KEY FOR TWO
by John Chapman and Dave Freeman
Keith Myers
Since directing last year’s hugely popular farce Boeing Boeing here in Vienna, Keith relaunched Agatha Christie’s Murder on the Nile for West End producer Bill Kenwright and directed the classic Whitehall farce Dry Rot for Ian Fricker Ltd., both of which toured the UK. He then directed a Christmas pantomime, Jack and the Beanstalk.
Keith has been Artistic Director of several theatrical managements and theatres and has more than a hundred productions to his credit. UK touring shows include the farces Anyone For Breakfast by Derek Benfield, and Anybody For Murder by Brian Clemens and Dennis Spooner, and the thriller Murder by Misadventure by Edward Taylor. He has also directed repertory seasons of plays all over the UK and favourite productions include; Deadly Nightcap by Francis Durbridge, The Business of Murder by Richard Harris, Martin Sherman’s Bent, Lee Hall’s Cooking With Elvis, Time and Time Again by Alan Aykbourn, Habeas Corpus by Alan Bennett, Brian Clemens‘ Inside Job, The Opposite Sex, a farce by David Tristram, Frederick Knott’s classic thriller Dial M For Murder and Mike Leigh’s famous comedy Abigail’s Party.
His work has taken him abroad many times; he directed Shakespeare’s The Merry Wives of Windsor in Luxembourg, Agatha Christie’s Spider’s Web which toured Israel and a touring production of Bag Lady in Germany. He also produced series of Les Misérables concerts in the UK, Dubai, Abu Dhabi and Pakistan.
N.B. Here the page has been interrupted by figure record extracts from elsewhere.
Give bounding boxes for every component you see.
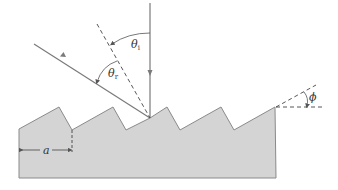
incident-arrow-icon bbox=[148, 70, 153, 76]
phi-label: ϕ bbox=[309, 91, 317, 104]
grating-diagram: θi θr a ϕ bbox=[0, 0, 338, 190]
sawtooth-grating bbox=[19, 107, 276, 178]
reflected-arrow-icon bbox=[60, 52, 66, 57]
reflected-ray bbox=[34, 44, 150, 118]
theta-r-label: θr bbox=[108, 67, 119, 81]
phi-arc bbox=[304, 92, 308, 106]
theta-i-label: θi bbox=[131, 38, 141, 52]
spacing-a-label: a bbox=[43, 144, 50, 157]
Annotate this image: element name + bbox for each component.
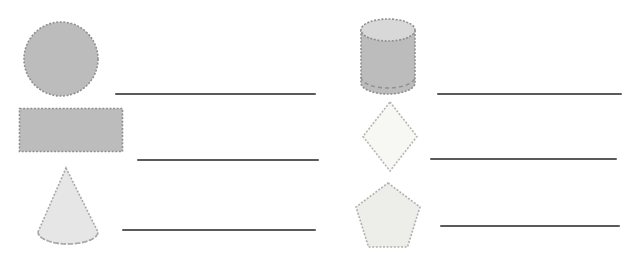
pentagon-shape-icon <box>354 181 422 250</box>
answer-line-cylinder[interactable] <box>437 93 622 95</box>
answer-line-rectangle[interactable] <box>137 159 319 161</box>
cylinder-shape-icon <box>359 17 417 96</box>
diamond-shape-icon <box>361 100 419 173</box>
shape-pentagon <box>354 181 422 250</box>
rectangle-shape-icon <box>18 107 124 153</box>
answer-line-pentagon[interactable] <box>440 225 620 227</box>
cone-shape-icon <box>36 166 108 248</box>
shape-diamond <box>361 100 419 173</box>
answer-line-circle[interactable] <box>115 93 316 95</box>
shape-cone <box>36 166 108 248</box>
shape-circle <box>21 19 101 99</box>
answer-line-cone[interactable] <box>122 229 316 231</box>
answer-line-diamond[interactable] <box>430 158 617 160</box>
worksheet-page <box>0 0 638 253</box>
shape-rectangle <box>18 107 124 153</box>
shape-cylinder <box>359 17 417 96</box>
circle-shape-icon <box>21 19 101 99</box>
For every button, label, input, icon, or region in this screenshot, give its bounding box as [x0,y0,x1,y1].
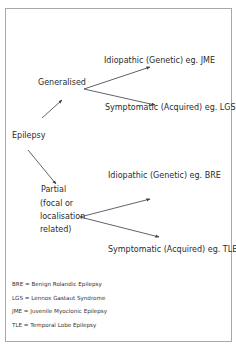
node-generalised-symptomatic: Symptomatic (Acquired) eg. LGS [105,103,236,113]
node-partial-line-2: (focal or [40,199,73,209]
node-partial-line-3: localisation [40,212,85,222]
arrow-generalised-to-idiopathic [84,67,150,89]
legend-item-jme: JME = Juvenile Myoclonic Epilepsy [12,305,107,319]
node-partial-line-1: Partial [41,185,66,195]
node-partial-symptomatic: Symptomatic (Acquired) eg. TLE [108,245,236,255]
arrow-epilepsy-to-partial [28,150,56,184]
arrow-epilepsy-to-generalised [42,100,62,118]
legend-item-lgs: LGS = Lennox Gastaut Syndrome [12,292,107,306]
legend-item-tle: TLE = Temporal Lobe Epilepsy [12,319,107,333]
node-generalised: Generalised [38,78,86,88]
arrow-partial-to-symptomatic [80,217,159,237]
legend-item-bre: BRE = Benign Rolandic Epilepsy [12,278,107,292]
node-partial-idiopathic: Idiopathic (Genetic) eg. BRE [108,171,221,181]
node-partial-line-4: related) [40,225,71,235]
node-generalised-idiopathic: Idiopathic (Genetic) eg. JME [104,56,215,66]
abbreviation-legend: BRE = Benign Rolandic Epilepsy LGS = Len… [12,278,107,333]
arrow-partial-to-idiopathic [80,199,150,217]
node-epilepsy: Epilepsy [12,131,45,141]
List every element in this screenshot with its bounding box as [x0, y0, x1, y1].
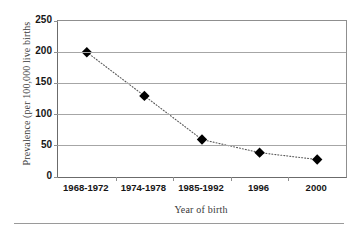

Keith’s London productions include; Carlo Goldoni’s early Commedia farce The Venetian Twins, Carlo Collodi’s classic, Pinocchio, Shakespeare’s comedy As You Like It, East by Steven Berkoff, Jean Paul Sartre’s Huis Clos, Ibsen’s The Lady From the Sea, and Vincent (about Van Gogh) written by Star Trek’s Leonard Nimoy.
He also regularly teaches all over Europe; last year he ran a Directing Workshop in The Hague and in July he will be teaching on the International Theatre Summer School in Belgium. He also directs and teaches in several London drama schools.
Keith has a busy parallel career as an actor, this Christmas he played pantomime dame and last year he was in a long UK tour of Noel Coward’s comedy Star Quality playing fading matinee idol Gerald Wentworth. In 2010 he appeared at Vienna’s English Theatre playing the hapless Vic Johnson in the farce Funny Money by Ray Cooney and before that the outrageous Reverend Dicky Sainsbury in Michael Frayn’s Donkeys’ Years.
He is delighted to return to beautiful Wien and hopes you enjoy Key For Two.